Protocols of the Hackers of Zion? « LobeLog - 0 views

  • When Israeli Prime Minister Benjamin Netanyahu met with Google chairman Eric Schmidt on Tuesday afternoon, he boasted about Israel’s “robust hi-tech and cyber industries.” According to The Jerusalem Post, “Netanyahu also noted that ‘Israel was making great efforts to diversify the markets with which it is trading in the technological field.'” Just how diversified and developed Israeli hi-tech innovation has become was revealed the very next morning, when the Russian cyber-security firm Kaspersky Labs, which claims more than 400 million users internationally, announced that sophisticated spyware with the hallmarks of Israeli origin (although no country was explicitly identified) had targeted three European hotels that had been venues for negotiations over Iran’s nuclear program.
  • Wednesday’s Wall Street Journal, one of the first news sources to break the story, reported that Kaspersky itself had been hacked by malware whose code was remarkably similar to that of a virus attributed to Israel. Code-named “Duqu” because it used the letters DQ in the names of the files it created, the malware had first been detected in 2011. On Thursday, Symantec, another cyber-security firm, announced it too had discovered Duqu 2 on its global network, striking undisclosed telecommunication sites in Europe, North Africa, Hong Kong, and  Southeast Asia. It said that Duqu 2 is much more difficult to detect that its predecessor because it lives exclusively in the memory of the computers it infects, rather than writing files to a drive or disk. The original Duqu shared coding with — and was written on the same platform as — Stuxnet, the computer worm  that partially disabled enrichment centrifuges in Iranian nuclear power plants, according to a 2012 report in The New York Times. Intelligence and military experts said that Stuxnet was first tested at Dimona, a nuclear-reactor complex in the Negev desert that houses Israel’s own clandestine nuclear weapons program. While Stuxnet is widely believed to have been a joint Israeli-U.S. operation, Israel seems to have developed and implemented Duqu on its own.

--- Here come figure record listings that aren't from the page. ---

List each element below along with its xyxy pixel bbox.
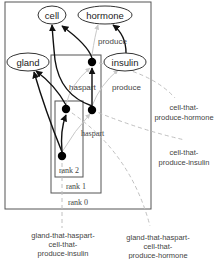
node-dot-mid-right bbox=[88, 106, 96, 114]
node-gland: gland bbox=[7, 53, 49, 71]
annotation-cell-produce-insulin: cell-that- produce-insulin bbox=[159, 148, 210, 167]
annotation-line: produce-hormone bbox=[154, 113, 213, 122]
rank-0-label: rank 0 bbox=[68, 198, 88, 207]
annotation-cell-produce-hormone: cell-that- produce-hormone bbox=[154, 103, 213, 122]
annotation-line: produce-insulin bbox=[38, 249, 89, 258]
edge-dot-to-cell-b bbox=[52, 25, 92, 106]
node-cell-label: cell bbox=[45, 10, 59, 21]
rank-2-label: rank 2 bbox=[59, 166, 79, 175]
edge-label-produce-mid: produce bbox=[112, 83, 141, 92]
rank-0-box bbox=[5, 2, 151, 209]
edge-dot-to-gland-b bbox=[34, 72, 62, 152]
annotation-line: gland-that-haspart- bbox=[126, 233, 190, 242]
node-dot-mid-left bbox=[62, 105, 70, 113]
node-insulin: insulin bbox=[104, 53, 146, 71]
edge-label-haspart-low: haspart bbox=[81, 129, 105, 138]
rank-1-label: rank 1 bbox=[66, 182, 86, 191]
annotation-line: cell-that- bbox=[144, 242, 173, 251]
node-hormone: hormone bbox=[78, 6, 132, 24]
node-dot-upper-right bbox=[88, 58, 96, 66]
annotation-gland-insulin: gland-that-haspart- cell-that- produce-i… bbox=[31, 231, 95, 258]
annotation-line: cell-that- bbox=[49, 240, 78, 249]
annotation-line: gland-that-haspart- bbox=[31, 231, 95, 240]
edge-label-haspart-mid: haspart bbox=[69, 83, 96, 92]
annotation-line: produce-hormone bbox=[128, 251, 187, 259]
node-cell: cell bbox=[38, 6, 66, 24]
concept-diagram: cell hormone gland insulin produce haspa… bbox=[0, 0, 218, 259]
edge-dot-to-cell-a bbox=[62, 26, 92, 58]
annotation-gland-hormone: gland-that-haspart- cell-that- produce-h… bbox=[126, 233, 190, 259]
node-hormone-label: hormone bbox=[86, 10, 124, 21]
edge-label-produce-top: produce bbox=[98, 37, 127, 46]
annotation-line: cell-that- bbox=[170, 148, 199, 157]
node-dot-bottom bbox=[58, 152, 66, 160]
node-gland-label: gland bbox=[16, 57, 39, 68]
annotation-line: produce-insulin bbox=[159, 158, 210, 167]
annotation-line: cell-that- bbox=[170, 103, 199, 112]
node-insulin-label: insulin bbox=[112, 57, 139, 68]
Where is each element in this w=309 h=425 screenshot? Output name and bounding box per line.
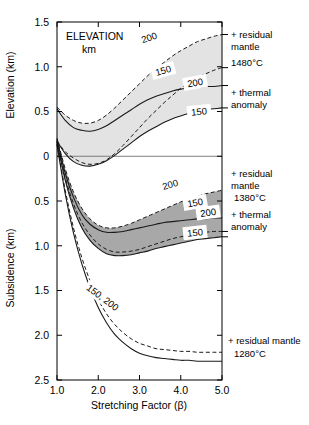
curve-label-text: 150: [191, 105, 208, 118]
curve-label-1480-ta-150: 150: [186, 104, 211, 119]
annotation-thermal-upper-line1: + thermal: [231, 87, 271, 98]
annotation-thermal-lower-line1: + thermal: [231, 209, 271, 220]
y-tick-label: 1.5: [34, 16, 49, 28]
annotation-1480-line3: 1480°C: [231, 57, 263, 68]
annotation-1480-line2: mantle: [231, 41, 260, 52]
y-tick-label: 2.0: [34, 329, 49, 341]
y-tick-label: 1.5: [34, 284, 49, 296]
panel-title-elevation: ELEVATION: [66, 30, 123, 42]
curve-label-1380-ta-150: 150: [182, 225, 207, 240]
curve-label-text: 200: [199, 206, 216, 219]
annotation-1480-line1: + residual: [231, 29, 272, 40]
chart-figure: 1.51.00.500.51.01.52.02.51.02.03.04.05.0…: [0, 0, 309, 425]
annotation-thermal-upper-line2: anomaly: [231, 99, 267, 110]
x-tick-label: 2.0: [91, 384, 106, 396]
y-tick-label: 0.5: [34, 195, 49, 207]
annotation-1280-line1: + residual mantle: [228, 335, 301, 346]
elevation-subsidence-chart: 1.51.00.500.51.01.52.02.51.02.03.04.05.0…: [0, 0, 309, 425]
x-tick-label: 4.0: [173, 384, 188, 396]
panel-title-elevation-unit: km: [82, 43, 96, 55]
annotation-1380-line2: mantle: [231, 180, 260, 191]
curve-label-text: 150: [187, 226, 204, 239]
y-tick-label: 1.0: [34, 61, 49, 73]
y-tick-label: 0: [43, 150, 49, 162]
x-tick-label: 1.0: [50, 384, 65, 396]
annotation-1280-line2: 1280°C: [234, 348, 266, 359]
y-tick-label: 2.5: [34, 374, 49, 386]
x-axis-title: Stretching Factor (β): [91, 399, 187, 411]
y-axis-title-lower: Subsidence (km): [4, 229, 16, 308]
y-axis-title-upper: Elevation (km): [4, 51, 16, 118]
annotation-thermal-lower-line2: anomaly: [231, 221, 267, 232]
annotation-1380-line1: + residual: [231, 168, 272, 179]
x-tick-label: 3.0: [132, 384, 147, 396]
x-tick-label: 5.0: [215, 384, 230, 396]
annotation-1380-line3: 1380°C: [234, 192, 266, 203]
y-tick-label: 1.0: [34, 240, 49, 252]
y-tick-label: 0.5: [34, 105, 49, 117]
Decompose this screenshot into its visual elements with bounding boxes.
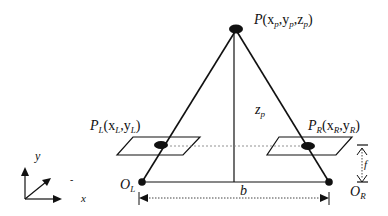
baseline-dimension (139, 192, 329, 205)
label-baseline: b (240, 183, 247, 198)
camera-center-right (325, 178, 333, 186)
coordinate-axes (21, 167, 62, 203)
label-axis-y: y (34, 149, 41, 163)
ray-right (236, 30, 329, 182)
label-point-P: P(xp,yp,zp) (253, 12, 313, 29)
label-axis-x: x (80, 192, 86, 204)
label-focal: f (364, 158, 369, 170)
label-point-PL: PL(xL,yL) (89, 118, 141, 135)
projection-point-right (301, 142, 315, 150)
world-point-P (229, 25, 243, 34)
label-depth: zp (254, 102, 265, 119)
camera-center-left (138, 178, 146, 186)
ray-left (142, 30, 236, 182)
label-origin-left: OL (120, 177, 135, 194)
label-point-PR: PR(xR,yR) (307, 118, 360, 135)
projection-point-left (154, 141, 168, 149)
label-axis-z-mark: - (70, 174, 73, 185)
label-origin-right: OR (350, 184, 366, 201)
stereo-geometry-diagram: P(xp,yp,zp) PL(xL,yL) PR(xR,yR) zp b f O… (0, 0, 388, 216)
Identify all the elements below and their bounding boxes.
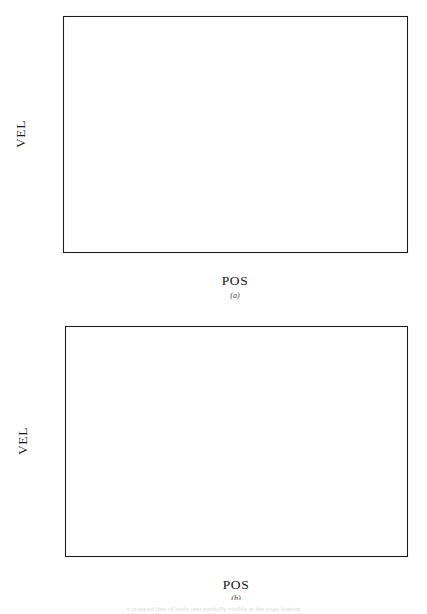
plot-a-panel-label: (a) (230, 291, 240, 300)
plot-a-ylabel: VEL (13, 120, 28, 148)
plot-b-ylabel: VEL (15, 427, 30, 455)
plot-b-frame (66, 327, 408, 557)
plot-panel-a: POS VEL (a) (0, 0, 427, 300)
figure-container: POS VEL (a) POS VEL (b) a cropped line o… (0, 0, 427, 614)
plot-b-xlabel: POS (223, 577, 250, 592)
plot-a-frame (64, 17, 408, 253)
plot-b-panel-label: (b) (231, 594, 241, 600)
plot-a-xlabel: POS (222, 273, 249, 288)
plot-a-svg: POS VEL (a) (0, 0, 427, 300)
caption-remnant: a cropped line of body text partially vi… (0, 604, 427, 614)
plot-b-svg: POS VEL (b) (0, 300, 427, 600)
plot-panel-b: POS VEL (b) (0, 300, 427, 600)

  • Coding of the spyware that targeted two Swiss hotels and one in Vienna—both sites where talks were held between the P5+1 and Iran—so closely resembled that of Duqu that Kaspersky has dubbed it “Duqu 2.” A Kaspersky report contends that the new and improved Duqu would have been almost impossible to create without access to the original Duqu code. Duqu 2’s one hundred “modules” enabled the cyber attackers to commandeer infected computers, compress video feeds  (including those from hotel surveillance cameras), monitor and disrupt telephone service and Wi-Fi, and steal electronic files. The hackers’ penetration of computers used by the front desk would have allowed them to determine the room numbers of negotiators and delegation members. Duqu 2 also gave the hackers the ability to operate two-way microphones in the hotels’ elevators and control their alarm systems.